Why Washington’s democracy gaslighting hardly works anymore

Elites at the Capitol Hill seem perfectly fine with leaving the country's woes unfixed and wounds unhealed. Meanwhile, they are busy with "democracy gaslighting" across the world.

In its latest stunt to woo countries to take sides and pledge allegiance, the United States has staged the second edition of a “Summit for Democracy.”

The gathering, more in form than in substance, ended as another pointless sequel to the first one in 2021, marred by controversies over Washington’s motives and qualifications as the host, particularly when its own house of democracy is on fire.
Just one day before the summit opened, a heavily armed shooter broke into a school in the U.S. state of Tennessee and shot dead six people, including three children. Earlier this year, the marathon election for speaker of the U.S. House of Representatives was also a constant reminder of how U.S. politicians get lost in partisan strife, leaving America’s body politic increasingly dysfunctional.

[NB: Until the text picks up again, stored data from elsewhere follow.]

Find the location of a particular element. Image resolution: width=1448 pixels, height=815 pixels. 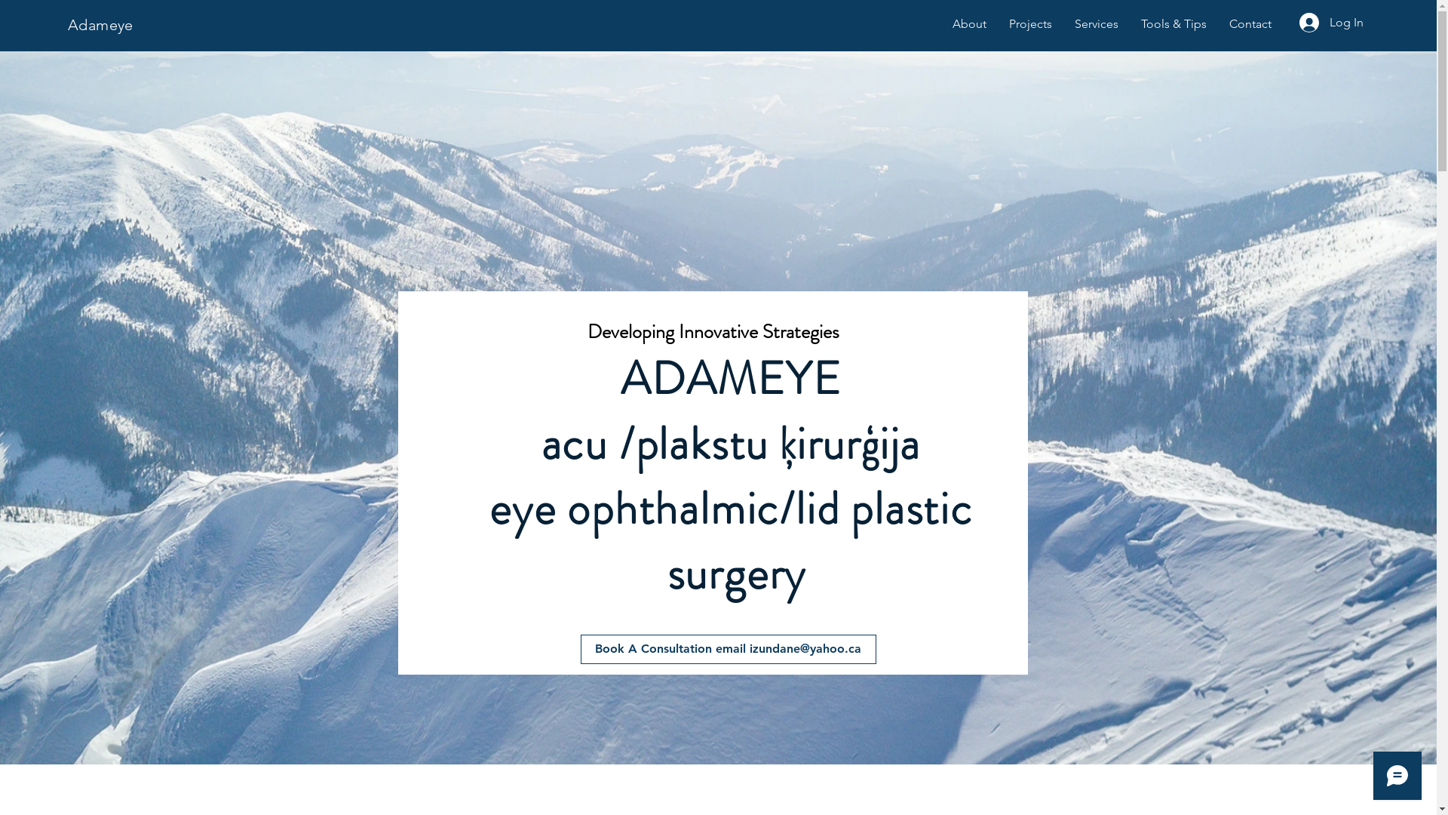

Services is located at coordinates (1097, 24).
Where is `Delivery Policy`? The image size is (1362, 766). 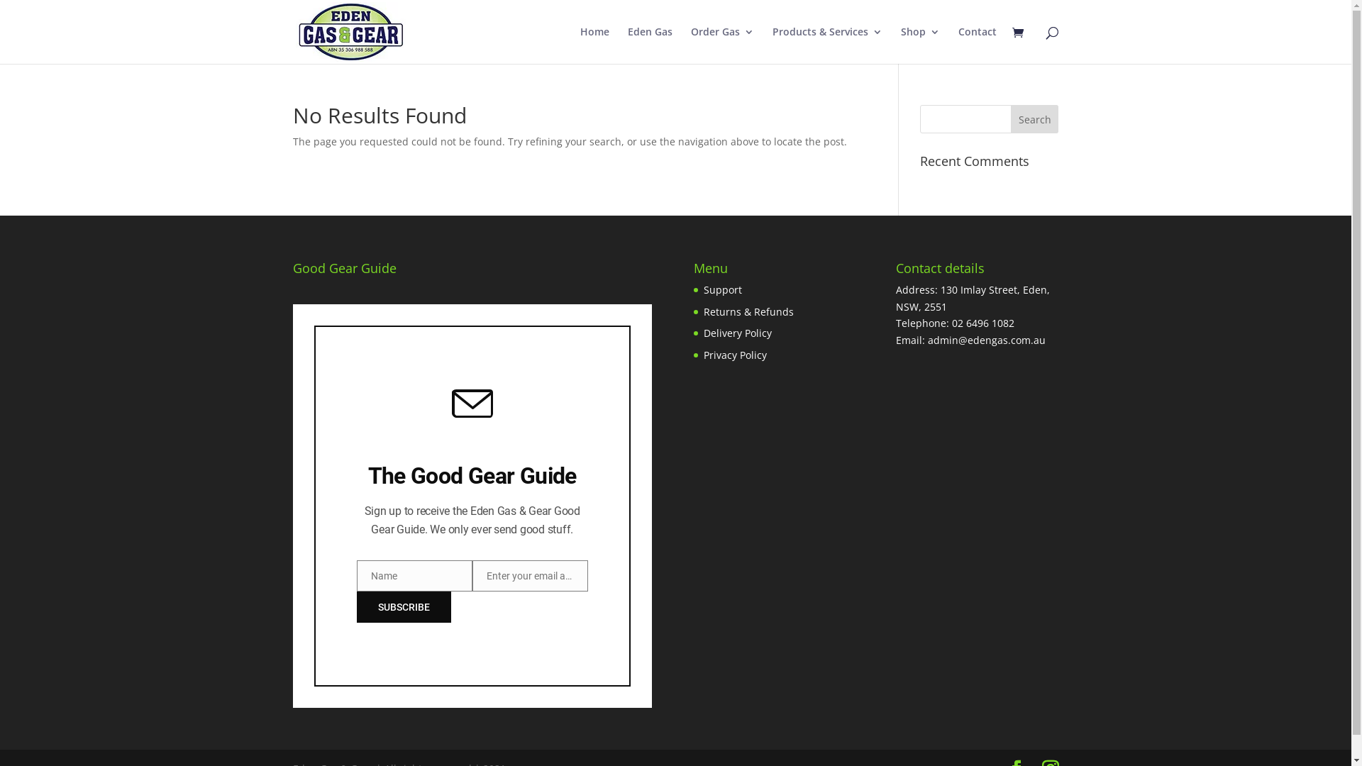 Delivery Policy is located at coordinates (737, 333).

Elites at the Capitol Hill seem perfectly fine with leaving the country’s woes unfixed and wounds unhealed. Meanwhile, they are busy with “democracy gaslighting” across the world.
Yet to justify its agendas for world domination, the United States spares no effort to portray itself as a guardian of such common values as democracy and freedom, or in its own words, a “city upon a hill.”

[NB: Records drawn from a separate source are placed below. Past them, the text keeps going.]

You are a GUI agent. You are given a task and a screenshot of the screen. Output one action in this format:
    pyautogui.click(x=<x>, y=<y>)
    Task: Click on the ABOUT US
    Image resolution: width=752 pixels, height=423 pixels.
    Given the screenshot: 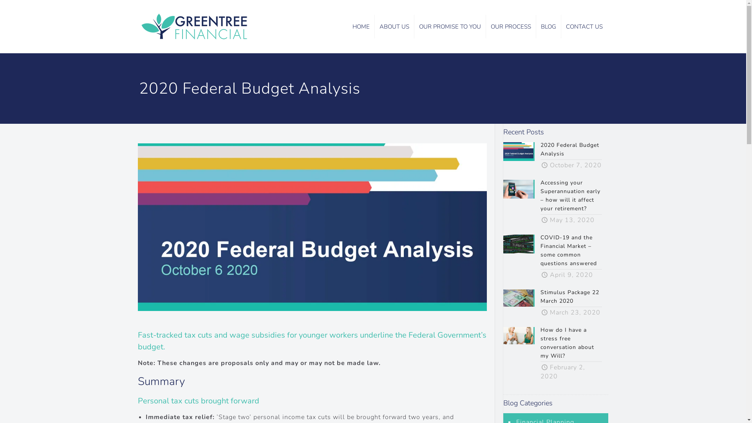 What is the action you would take?
    pyautogui.click(x=395, y=27)
    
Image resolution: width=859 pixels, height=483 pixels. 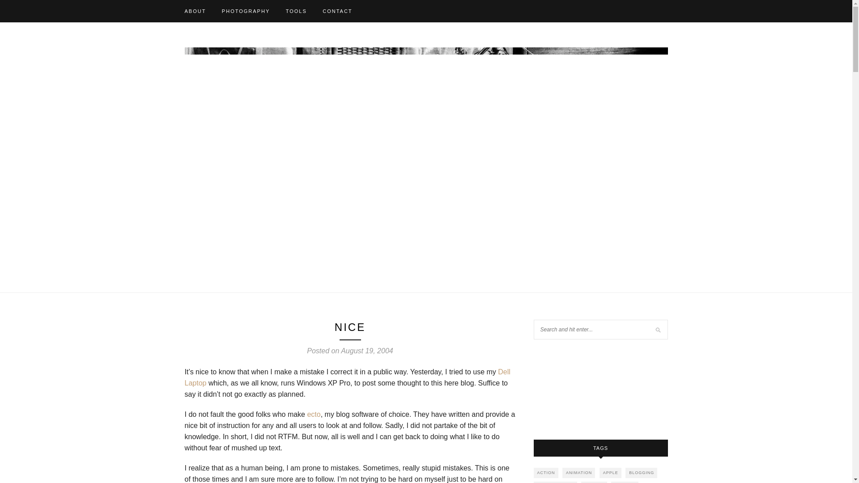 I want to click on CARRIE FISHER, so click(x=555, y=483).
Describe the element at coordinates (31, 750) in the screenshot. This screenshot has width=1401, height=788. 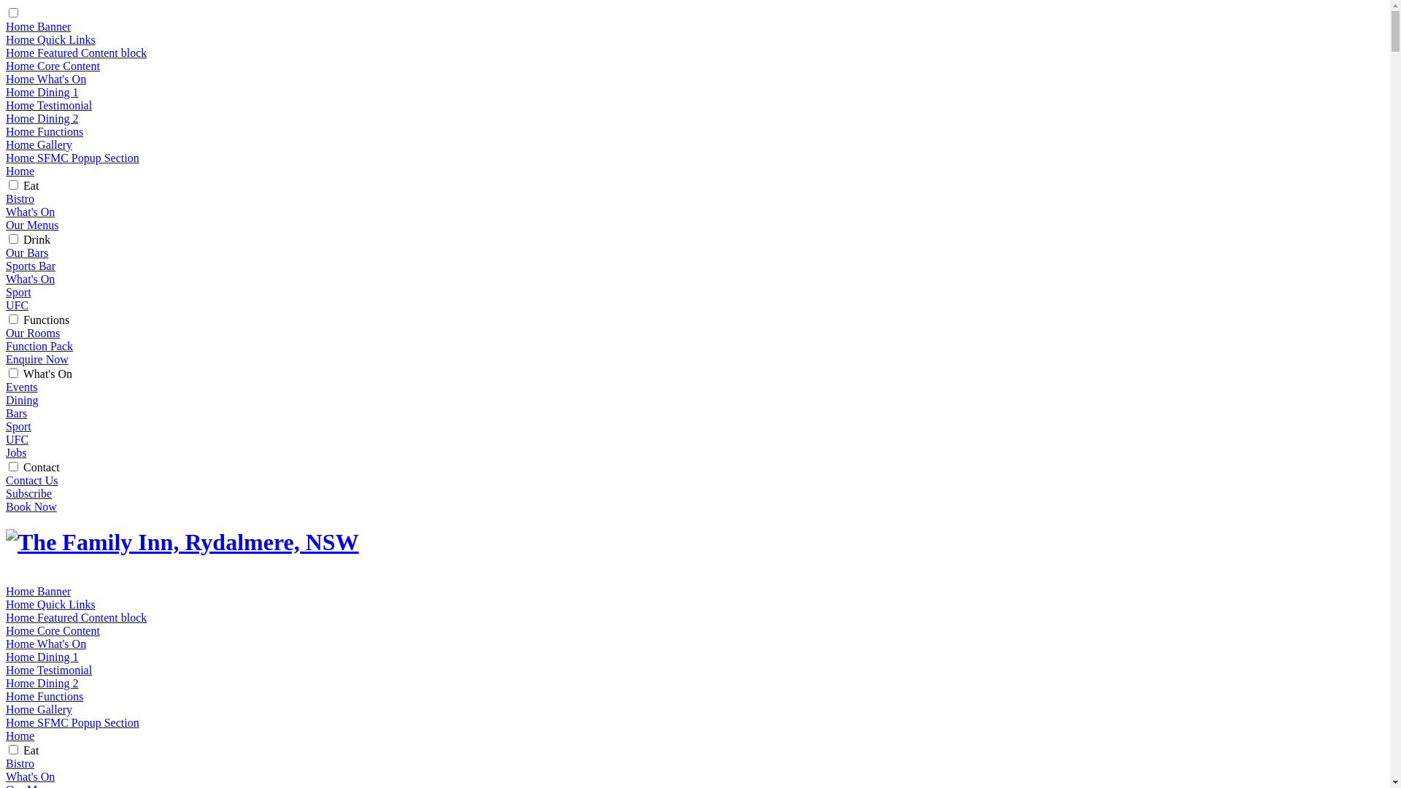
I see `Eat` at that location.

In a nutshell, Washington needs a justifiable pretext for its hegemonic ambitions.
That involves decades-long systematic brainwashing of the public by capitalist and political elites, as well as press and academic communities, which culminated in Francis Fukuyama’s “end of history” theory put forward in the wake of the Cold War. Those persistent efforts proved effective, particularly in defining democracy as no more than competitive electoral politics.
Under a so-called “golden standard,” those governments who follow Washington’s way could be hailed as a “democracy,” while those who intend to take their own paths would be tagged as “heresies.” Of course, the standard is flexible, and its adoption selective.

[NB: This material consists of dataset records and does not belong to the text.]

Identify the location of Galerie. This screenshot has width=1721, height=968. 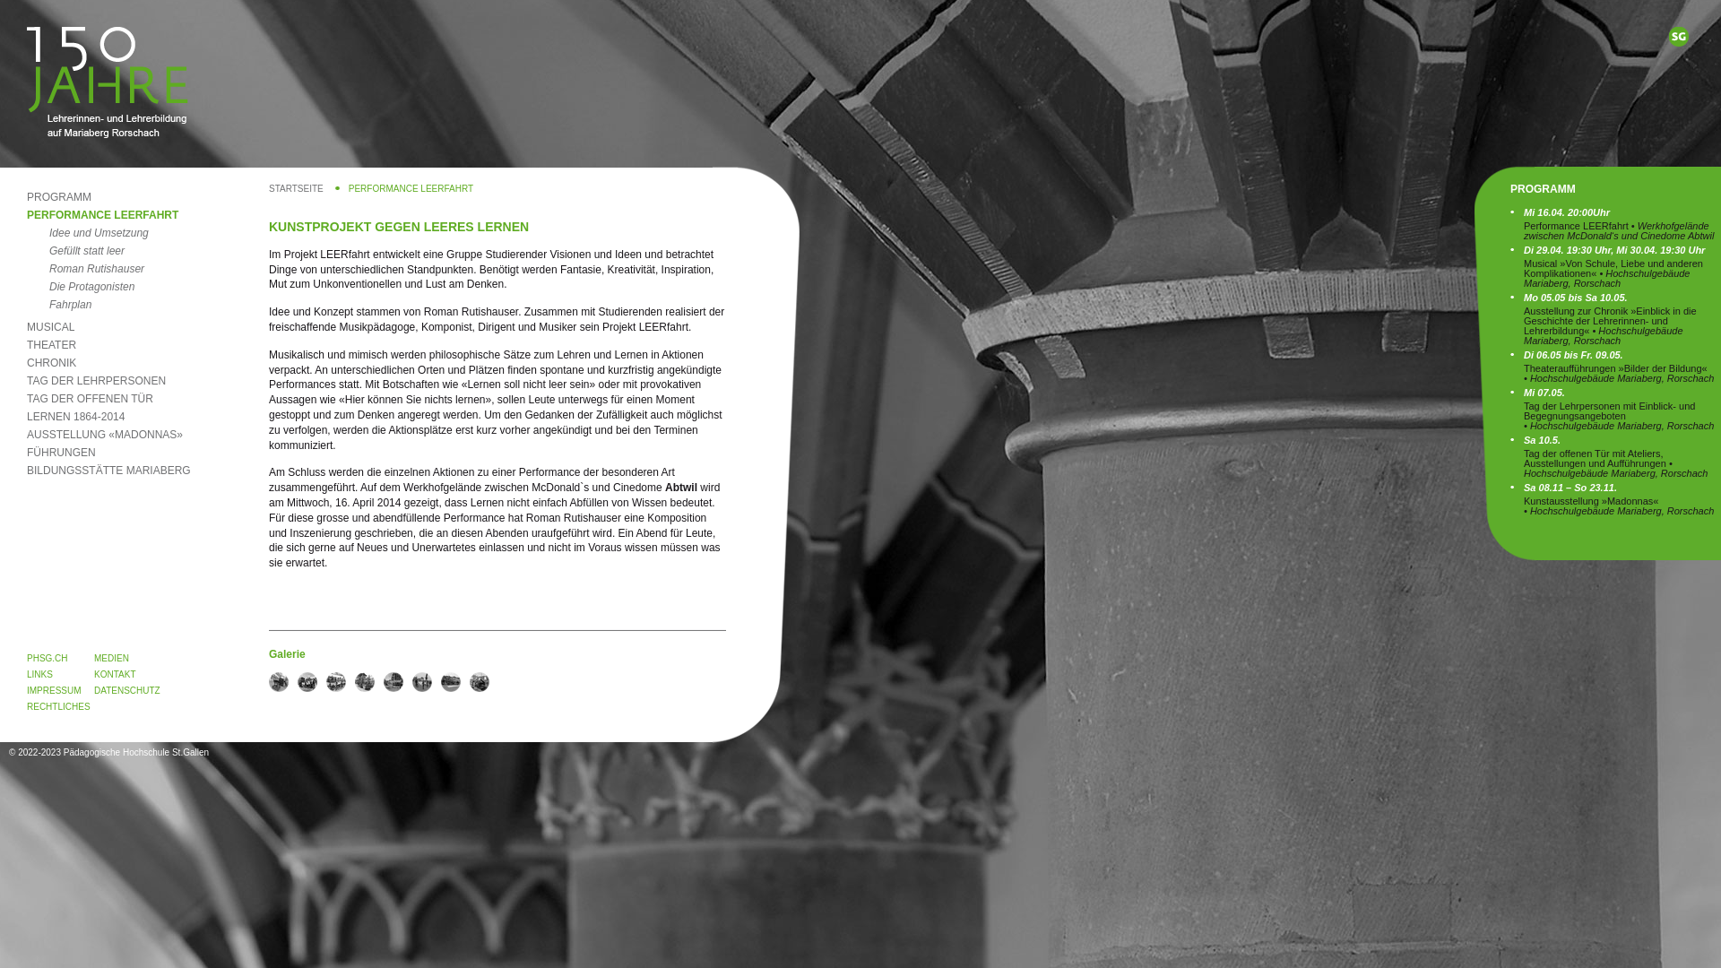
(450, 682).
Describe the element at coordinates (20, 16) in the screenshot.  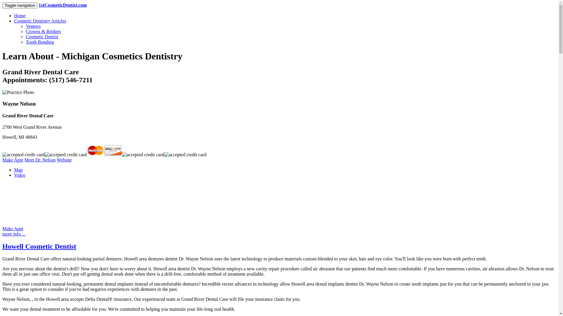
I see `Home` at that location.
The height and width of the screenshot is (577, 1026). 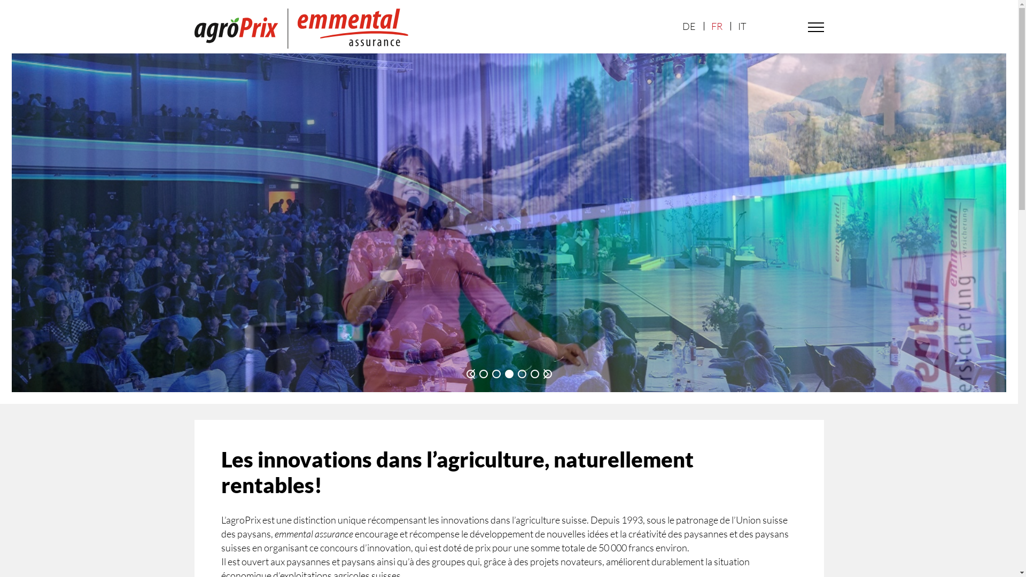 What do you see at coordinates (472, 374) in the screenshot?
I see `Previous` at bounding box center [472, 374].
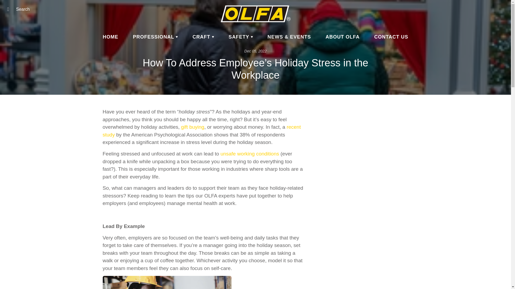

Let’s say that even if some countries do have a one-person-one-vote electoral system, the United States would still be lecturing them on democratic values or even hatch regime change plots if they do not heed the orders from Washington.
However, Washington’s narrative on democracy does not and certainly cannot rid America’s governing institutions and its society of all sorts of deep-seated problems, most of which were brought about by the capitalist system. More importantly, the narrative itself is unraveling.
Slavoj Zizek, a Slovenian philosopher, once claimed that “the marriage between democracy and Capitalism is over” in his speech back in 2011 at an event of the “Occupy Wall Street” movement that protested against economic inequality and money politics in the United States.
The United States has been touting itself as the universal model of democracy, but its system is in fact “plutocratic rather than democratic,” British political commentator Carlos Martinez has said.
In fact, discussions in the United States and around the world on what is a real democracy have already been on the rise. And among all the factors that boost those meaningful debates are America’s own governance failures.